Good questions. I think that humans are only toxic when they have components of themselves that they deny, or that they feel forced to deny. Masculinity, in itself, is the name of an alienated component of all human beings. Just as the name, femininity, necessarily describes something pathological, as it is not part of the integrated and undifferentiated whole.

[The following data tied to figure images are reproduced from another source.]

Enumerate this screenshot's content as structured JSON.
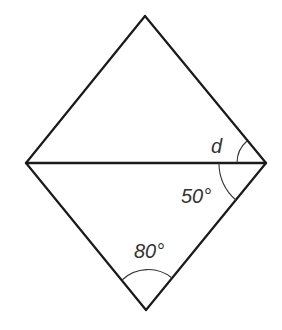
{
  "diagram": {
    "vertices": {
      "top": [
        145,
        16
      ],
      "left": [
        26,
        163
      ],
      "right": [
        266,
        163
      ],
      "bottom": [
        146,
        310
      ]
    },
    "stroke_color": "#1a1a1a",
    "labels": {
      "angle_d": "d",
      "angle_right_lower": "50°",
      "angle_bottom": "80°"
    }
  }
}
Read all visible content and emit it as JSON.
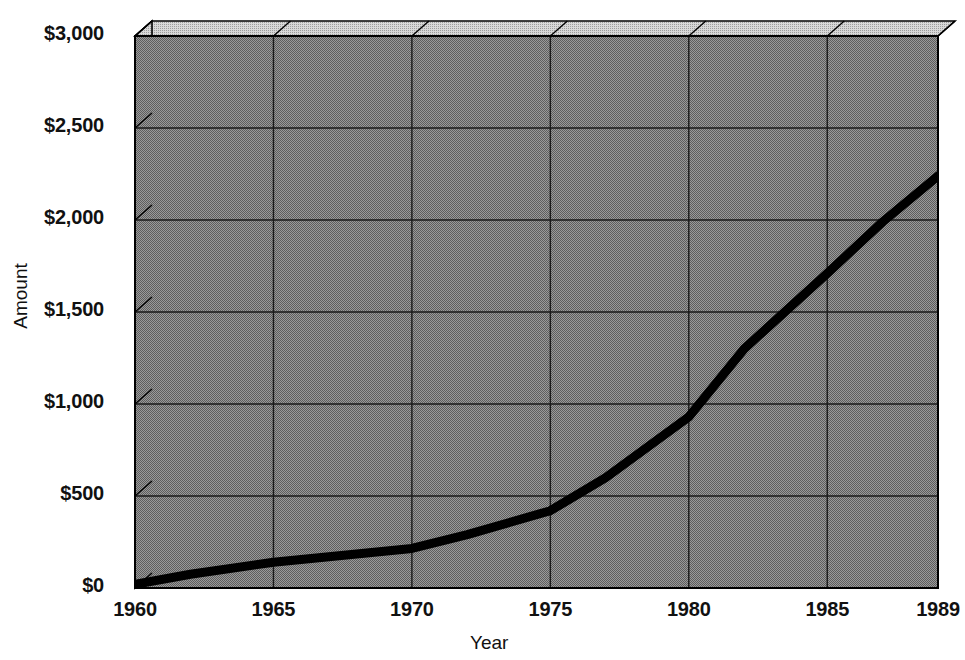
{
  "chart_data": {
    "type": "line",
    "title": "",
    "xlabel": "Year",
    "ylabel": "Amount",
    "xlim": [
      1960,
      1989
    ],
    "ylim": [
      0,
      3000
    ],
    "grid": true,
    "legend": false,
    "style": "3d-area-box",
    "y_ticks": [
      0,
      500,
      1000,
      1500,
      2000,
      2500,
      3000
    ],
    "y_tick_labels": [
      "$0",
      "$500",
      "$1,000",
      "$1,500",
      "$2,000",
      "$2,500",
      "$3,000"
    ],
    "x_ticks": [
      1960,
      1965,
      1970,
      1975,
      1980,
      1985,
      1989
    ],
    "x_tick_labels": [
      "1960",
      "1965",
      "1970",
      "1975",
      "1980",
      "1985",
      "1989"
    ],
    "series": [
      {
        "name": "Amount",
        "x": [
          1960,
          1962,
          1965,
          1968,
          1970,
          1972,
          1975,
          1977,
          1980,
          1982,
          1985,
          1987,
          1989
        ],
        "values": [
          20,
          75,
          140,
          185,
          215,
          290,
          420,
          600,
          930,
          1300,
          1710,
          1990,
          2240
        ]
      }
    ],
    "colors": {
      "line": "#000000",
      "plot_background": "#808080",
      "top_face": "#bfbfbf",
      "side_face": "#bfbfbf",
      "gridline": "#1a1a1a",
      "border": "#000000",
      "text": "#111111",
      "page_background": "#ffffff"
    }
  },
  "axes": {
    "y_title": "Amount",
    "x_title": "Year"
  }
}
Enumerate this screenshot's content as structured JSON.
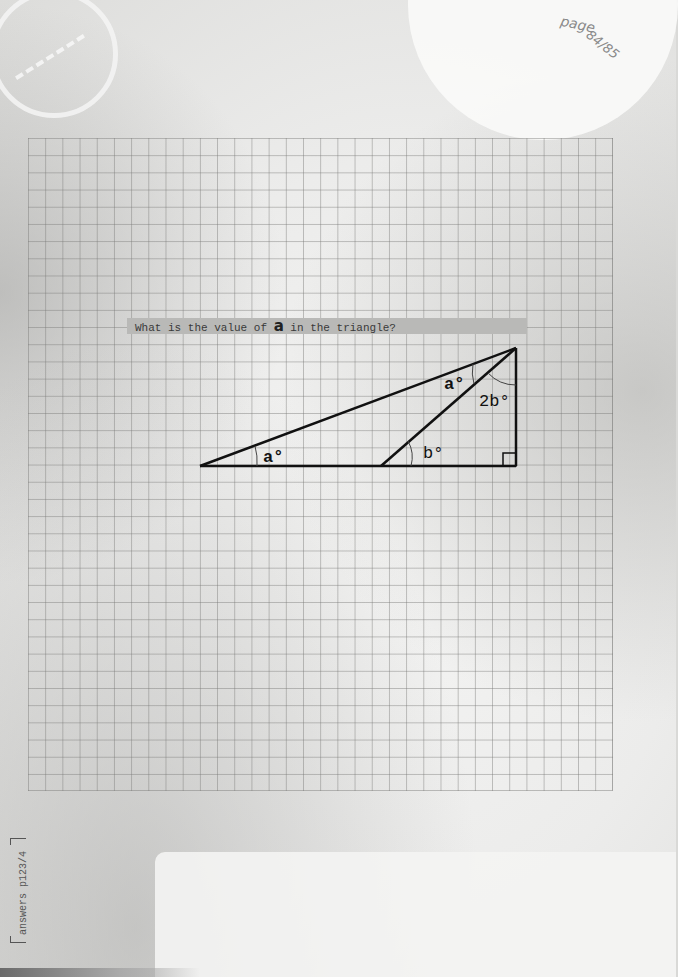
{
  "page": {
    "label": "page",
    "number": "84/85"
  },
  "question": {
    "prefix": "What is the value of ",
    "variable": "a",
    "suffix": " in the triangle?"
  },
  "diagram": {
    "labels": {
      "angle_left": "a°",
      "angle_top_inner": "a°",
      "angle_top_right": "2b°",
      "angle_mid": "b°"
    },
    "right_angle_marker": true
  },
  "footer": {
    "answers_ref": "answers p123/4"
  }
}
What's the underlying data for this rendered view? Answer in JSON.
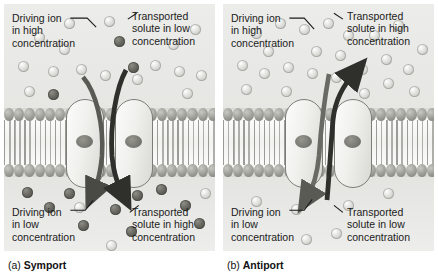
{
  "figure": {
    "background_color": "#ffffff",
    "panel_background": "#e9e9e6"
  },
  "legend_colors": {
    "driving_ion": "#d9d9d4",
    "transported_solute": "#5e5e58",
    "membrane_head": "#9d9d97",
    "protein_outline": "#7d7d78",
    "arrow": "#3a3a36"
  },
  "panels": [
    {
      "id": "symport",
      "caption_tag": "(a)",
      "caption_name": "Symport",
      "labels": {
        "top_left": [
          "Driving ion",
          "in high",
          "concentration"
        ],
        "top_right": [
          "Transported",
          "solute in low",
          "concentration"
        ],
        "bottom_left": [
          "Driving ion",
          "in low",
          "concentration"
        ],
        "bottom_right": [
          "Transported",
          "solute in high",
          "concentration"
        ]
      },
      "arrows": [
        {
          "name": "driving-ion-arrow",
          "direction": "inward-down"
        },
        {
          "name": "transported-solute-arrow",
          "direction": "inward-down"
        }
      ]
    },
    {
      "id": "antiport",
      "caption_tag": "(b)",
      "caption_name": "Antiport",
      "labels": {
        "top_left": [
          "Driving ion",
          "in high",
          "concentration"
        ],
        "top_right": [
          "Transported",
          "solute in high",
          "concentration"
        ],
        "bottom_left": [
          "Driving ion",
          "in low",
          "concentration"
        ],
        "bottom_right": [
          "Transported",
          "solute in low",
          "concentration"
        ]
      },
      "arrows": [
        {
          "name": "driving-ion-arrow",
          "direction": "inward-down"
        },
        {
          "name": "transported-solute-arrow",
          "direction": "outward-up"
        }
      ]
    }
  ]
}
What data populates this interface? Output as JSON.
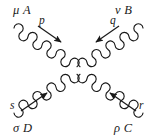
{
  "figure": {
    "name": "four-gluon-vertex-feynman-diagram",
    "type": "feynman-diagram",
    "background_color": "#ffffff",
    "ink_color": "#1a1a1a",
    "width": 157,
    "height": 140,
    "vertex": {
      "x": 78,
      "y": 70
    }
  },
  "legs": [
    {
      "id": "upper-left",
      "leg_label": "μ A",
      "lorentz_index": "μ",
      "color_index": "A",
      "momentum_label": "p",
      "momentum_direction": "incoming",
      "arrow_from": {
        "x": 38,
        "y": 27
      },
      "arrow_to": {
        "x": 64,
        "y": 45
      },
      "coil_start": {
        "x": 14,
        "y": 28
      },
      "coil_end": {
        "x": 78,
        "y": 70
      },
      "coil_loops": 9
    },
    {
      "id": "upper-right",
      "leg_label": "ν B",
      "lorentz_index": "ν",
      "color_index": "B",
      "momentum_label": "q",
      "momentum_direction": "incoming",
      "arrow_from": {
        "x": 118,
        "y": 27
      },
      "arrow_to": {
        "x": 92,
        "y": 45
      },
      "coil_start": {
        "x": 143,
        "y": 28
      },
      "coil_end": {
        "x": 78,
        "y": 70
      },
      "coil_loops": 9
    },
    {
      "id": "lower-left",
      "leg_label": "σ D",
      "lorentz_index": "σ",
      "color_index": "D",
      "momentum_label": "s",
      "momentum_direction": "incoming",
      "arrow_from": {
        "x": 22,
        "y": 111
      },
      "arrow_to": {
        "x": 50,
        "y": 91
      },
      "coil_start": {
        "x": 14,
        "y": 113
      },
      "coil_end": {
        "x": 78,
        "y": 70
      },
      "coil_loops": 9
    },
    {
      "id": "lower-right",
      "leg_label": "ρ C",
      "lorentz_index": "ρ",
      "color_index": "C",
      "momentum_label": "r",
      "momentum_direction": "incoming",
      "arrow_from": {
        "x": 135,
        "y": 111
      },
      "arrow_to": {
        "x": 107,
        "y": 91
      },
      "coil_start": {
        "x": 143,
        "y": 113
      },
      "coil_end": {
        "x": 78,
        "y": 70
      },
      "coil_loops": 9
    }
  ],
  "labels": {
    "mu_a": "μ A",
    "nu_b": "ν B",
    "sigma_d": "σ D",
    "rho_c": "ρ C",
    "p": "p",
    "q": "q",
    "s": "s",
    "r": "r"
  }
}
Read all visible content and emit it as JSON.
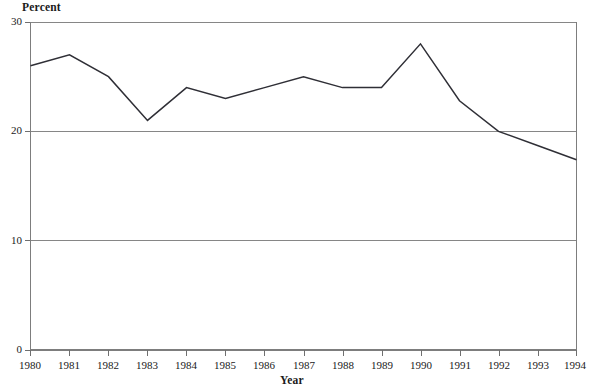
{
  "chart_data": {
    "type": "line",
    "title": "",
    "xlabel": "Year",
    "ylabel": "Percent",
    "categories": [
      "1980",
      "1981",
      "1982",
      "1983",
      "1984",
      "1985",
      "1986",
      "1987",
      "1988",
      "1989",
      "1990",
      "1991",
      "1992",
      "1993",
      "1994"
    ],
    "x": [
      1980,
      1981,
      1982,
      1983,
      1984,
      1985,
      1986,
      1987,
      1988,
      1989,
      1990,
      1991,
      1992,
      1993,
      1994
    ],
    "values": [
      26,
      27,
      25,
      21,
      24,
      23,
      24,
      25,
      24,
      24,
      28,
      22.8,
      20,
      18.7,
      17.4
    ],
    "series": [
      {
        "name": "Percent",
        "values": [
          26,
          27,
          25,
          21,
          24,
          23,
          24,
          25,
          24,
          24,
          28,
          22.8,
          20,
          18.7,
          17.4
        ]
      }
    ],
    "ylim": [
      0,
      30
    ],
    "xlim": [
      1980,
      1994
    ],
    "yticks": [
      0,
      10,
      20,
      30
    ],
    "ytick_labels": [
      "0",
      "10",
      "20",
      "30"
    ],
    "xticks": [
      1980,
      1981,
      1982,
      1983,
      1984,
      1985,
      1986,
      1987,
      1988,
      1989,
      1990,
      1991,
      1992,
      1993,
      1994
    ],
    "grid": "horizontal",
    "gridlines_at": [
      10,
      20,
      30
    ],
    "legend": "none",
    "line_color": "#2f2f36",
    "grid_color": "#868686",
    "background_color": "#ffffff"
  }
}
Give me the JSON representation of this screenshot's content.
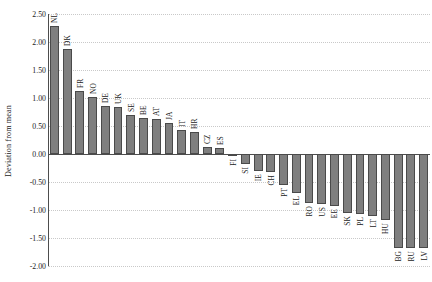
{
  "chart_data": {
    "type": "bar",
    "title": "",
    "xlabel": "",
    "ylabel": "Deviation from mean",
    "ylim": [
      -2.0,
      2.5
    ],
    "ytick_step": 0.5,
    "ytick_labels": [
      "2.50",
      "2.00",
      "1.50",
      "1.00",
      "0.50",
      "0.00",
      "-0.50",
      "-1.00",
      "-1.50",
      "-2.00"
    ],
    "ytick_values": [
      2.5,
      2.0,
      1.5,
      1.0,
      0.5,
      0.0,
      -0.5,
      -1.0,
      -1.5,
      -2.0
    ],
    "grid": true,
    "legend": "none",
    "bar_color": "#7f7f7f",
    "bar_edge_color": "#4a4a4a",
    "axis_color": "#4d4d4d",
    "grid_color": "#c9c9c9",
    "categories": [
      "NL",
      "DK",
      "FR",
      "NO",
      "DE",
      "UK",
      "SE",
      "BE",
      "AT",
      "JA",
      "IT",
      "HR",
      "CZ",
      "ES",
      "FI",
      "SI",
      "IE",
      "CH",
      "PT",
      "EL",
      "RO",
      "US",
      "EE",
      "SK",
      "PL",
      "LT",
      "HU",
      "BG",
      "RU",
      "LV"
    ],
    "values": [
      2.28,
      1.88,
      1.12,
      1.02,
      0.85,
      0.84,
      0.7,
      0.65,
      0.63,
      0.55,
      0.42,
      0.4,
      0.12,
      0.1,
      -0.04,
      -0.18,
      -0.3,
      -0.32,
      -0.55,
      -0.7,
      -0.88,
      -0.9,
      -0.92,
      -1.05,
      -1.08,
      -1.1,
      -1.18,
      -1.68,
      -1.68,
      -1.68
    ]
  }
}
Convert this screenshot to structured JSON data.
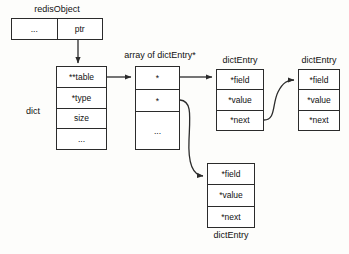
{
  "diagram": {
    "background_color": "#fdfdfb",
    "line_color": "#2b2b2b",
    "box_fill": "#ffffff"
  },
  "redis_object": {
    "caption": "redisObject",
    "cells": [
      "...",
      "ptr"
    ]
  },
  "dict": {
    "caption": "dict",
    "cells": [
      "**table",
      "*type",
      "size",
      "..."
    ]
  },
  "array": {
    "caption": "array of dictEntry*",
    "cells": [
      "*",
      "*",
      "..."
    ]
  },
  "entry1": {
    "caption": "dictEntry",
    "cells": [
      "*field",
      "*value",
      "*next"
    ]
  },
  "entry2": {
    "caption": "dictEntry",
    "cells": [
      "*field",
      "*value",
      "*next"
    ]
  },
  "entry3": {
    "caption": "dictEntry",
    "cells": [
      "*field",
      "*value",
      "*next"
    ]
  }
}
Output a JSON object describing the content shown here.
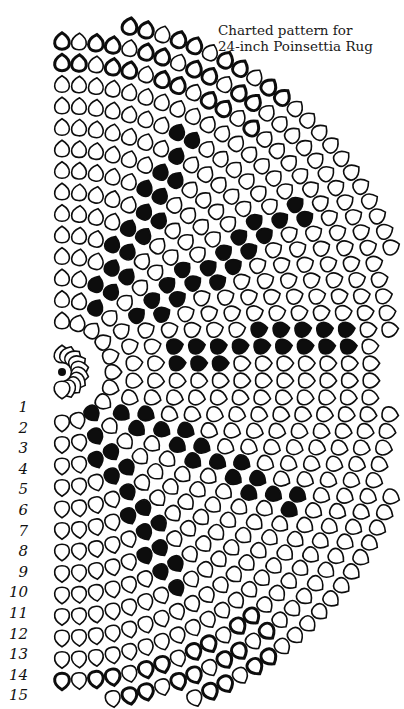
{
  "title": {
    "line1": "Charted pattern for",
    "line2": "24-inch Poinsettia Rug"
  },
  "chart": {
    "center": [
      62,
      372
    ],
    "rows": 15,
    "ink_color": "#0d0d0d",
    "paper_color": "#ffffff",
    "row_labels": [
      "1",
      "2",
      "3",
      "4",
      "5",
      "6",
      "7",
      "8",
      "9",
      "10",
      "11",
      "12",
      "13",
      "14",
      "15"
    ],
    "legend": {
      "open_petal": "outlined stitch",
      "solid_petal": "filled stitch"
    },
    "petal_layers": [
      {
        "name": "dark-border-top",
        "description": "outer rows 13-15 filled-outline along top arc"
      },
      {
        "name": "upper-leaf",
        "description": "solid petals band from center toward upper left"
      },
      {
        "name": "upper-center-leaf",
        "description": "solid petals band toward upper right"
      },
      {
        "name": "middle-leaf",
        "description": "solid petals band toward right"
      },
      {
        "name": "lower-leaf",
        "description": "solid petals band toward lower left"
      },
      {
        "name": "dark-border-bottom",
        "description": "outer rows 13-15 filled-outline along bottom arc"
      }
    ]
  }
}
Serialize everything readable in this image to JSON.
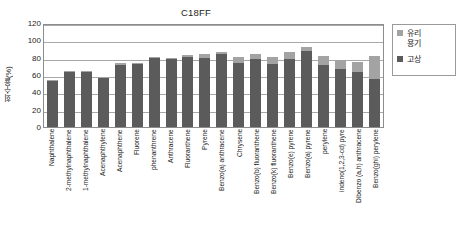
{
  "chart_data": {
    "type": "bar",
    "subtype": "stacked-column",
    "title": "C18FF",
    "xlabel": "",
    "ylabel": "회수율(%)",
    "ylim": [
      0,
      120
    ],
    "yticks": [
      0,
      20,
      40,
      60,
      80,
      100,
      120
    ],
    "grid": true,
    "legend_position": "right",
    "categories": [
      "Naphthalene",
      "2-methylnaphthalene",
      "1-methylnaphthalene",
      "Acenaphthylene",
      "Acenaphthene",
      "Fluorene",
      "phenanthrene",
      "Anthracene",
      "Fluoranthene",
      "Pyrene",
      "Benzo(a) anthracene",
      "Chrysene",
      "Benzo(b) fluoranthene",
      "Benzo(k) fluoranthene",
      "Benzo(e) pyrene",
      "Benzo(a) pyrene",
      "perylene",
      "indeno(1,2,3-cd) pyre",
      "Dibenzo (a,h) anthracene",
      "Benzo(ghi) perylene"
    ],
    "series": [
      {
        "name": "고상",
        "color": "#5b5b5b",
        "values": [
          53,
          64,
          64,
          57,
          72,
          73,
          80,
          78,
          81,
          80,
          84,
          74,
          78,
          73,
          79,
          88,
          71,
          67,
          64,
          55
        ]
      },
      {
        "name": "유리 용기",
        "color": "#a3a3a3",
        "values": [
          1,
          1,
          1,
          1,
          2,
          1,
          1,
          2,
          2,
          4,
          3,
          7,
          6,
          8,
          7,
          4,
          11,
          10,
          11,
          27
        ]
      }
    ],
    "totals": [
      54,
      65,
      65,
      58,
      74,
      74,
      81,
      80,
      83,
      84,
      87,
      81,
      84,
      81,
      86,
      92,
      82,
      77,
      75,
      82
    ]
  },
  "legend": {
    "items": [
      {
        "label": "유리\n용기",
        "color": "#a3a3a3"
      },
      {
        "label": "고상",
        "color": "#5b5b5b"
      }
    ]
  },
  "axis": {
    "y_title": "회수율(%)",
    "tick_labels": [
      "120",
      "100",
      "80",
      "60",
      "40",
      "20",
      "0"
    ]
  }
}
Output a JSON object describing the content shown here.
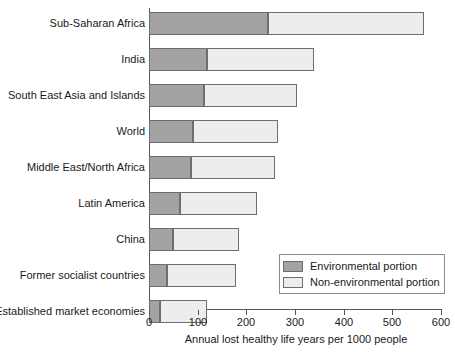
{
  "chart_data": {
    "type": "bar",
    "orientation": "horizontal",
    "stacked": true,
    "title": "",
    "xlabel": "Annual lost healthy life years per 1000 people",
    "ylabel": "",
    "xlim": [
      0,
      600
    ],
    "xticks": [
      0,
      100,
      200,
      300,
      400,
      500,
      600
    ],
    "xtick_labels": [
      "0",
      "100",
      "200",
      "300",
      "400",
      "500",
      "600"
    ],
    "grid": false,
    "legend_position": "lower-right",
    "categories": [
      "Sub-Saharan Africa",
      "India",
      "South East Asia and Islands",
      "World",
      "Middle East/North Africa",
      "Latin America",
      "China",
      "Former socialist countries",
      "Established market economies"
    ],
    "series": [
      {
        "name": "Environmental portion",
        "color": "#a3a3a3",
        "values": [
          245,
          120,
          113,
          90,
          87,
          63,
          49,
          38,
          23
        ]
      },
      {
        "name": "Non-environmental portion",
        "color": "#ededed",
        "values": [
          320,
          220,
          192,
          175,
          173,
          159,
          136,
          142,
          97
        ]
      }
    ],
    "totals": [
      565,
      340,
      305,
      265,
      260,
      222,
      185,
      180,
      120
    ]
  },
  "legend": {
    "items": [
      {
        "label": "Environmental portion",
        "swatch": "env"
      },
      {
        "label": "Non-environmental portion",
        "swatch": "nonenv"
      }
    ]
  },
  "colors": {
    "environmental": "#a3a3a3",
    "non_environmental": "#ededed",
    "outline": "#6e6e6e",
    "axis": "#555555",
    "text": "#1a1a1a"
  }
}
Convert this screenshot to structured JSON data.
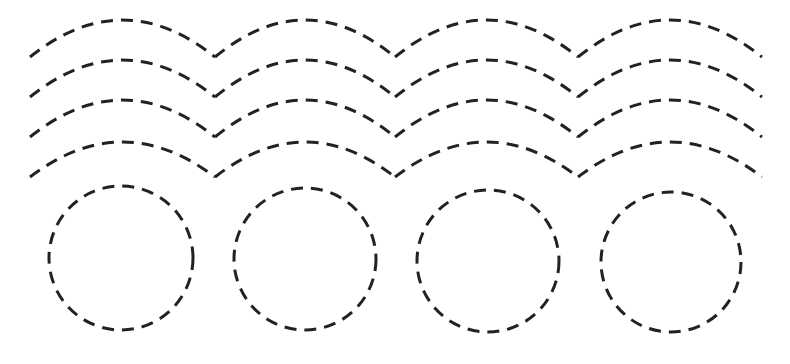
{
  "worksheet": {
    "background": "#ffffff",
    "stroke_color": "#222222",
    "stroke_width": 3,
    "dash_pattern": "12 8",
    "arch_rows": [
      {
        "end_y": 57,
        "peak_y": 20,
        "xs": [
          30,
          215,
          395,
          578,
          762
        ]
      },
      {
        "end_y": 97,
        "peak_y": 60,
        "xs": [
          30,
          215,
          395,
          578,
          762
        ]
      },
      {
        "end_y": 137,
        "peak_y": 100,
        "xs": [
          30,
          215,
          395,
          578,
          762
        ]
      },
      {
        "end_y": 177,
        "peak_y": 142,
        "xs": [
          30,
          215,
          395,
          578,
          762
        ]
      }
    ],
    "circles": [
      {
        "cx": 121,
        "cy": 258,
        "r": 72
      },
      {
        "cx": 305,
        "cy": 259,
        "r": 71
      },
      {
        "cx": 488,
        "cy": 261,
        "r": 71
      },
      {
        "cx": 671,
        "cy": 262,
        "r": 70
      }
    ]
  }
}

To the headline: "Islamophobia kills" - YouTube

To the headline: "Islamophobia kills" - YouTube:



'via Blog this'



I'm sorry, Dr. Armstrong. I've been encountering several stories of unappreciated talent on YT today. Based on all of the thought provoking videos you publish on this forum, I'm sure your book is very interesting. Please know that I feel like I'm assisting graduate level lectures when I view your videos. You're a mental giant, and I'm a simpleton compared to you, but I can relate to and learn so much from you. :)
 
I really appreciate it. Actually some people have acknowledged my efforts lately, at least a little. And it does make a huge difference, after two decades of being belittled, or ignored. It really does. thank you very much.
 
+Jennifer Armstrong You're very welcome. I'm glad some long overdue recognition is finally coming your way.
 
Well it is just from one or two commentators. What would be good if is people took the issue of colonialism and other issues I raise seriously. They already seem to feel that they do so, but labeling colonialism as a completely negative, unquestionable evil, whilst raising Islam to a level of being or seeming untouchable and inscrutible is not taking these matters seriously.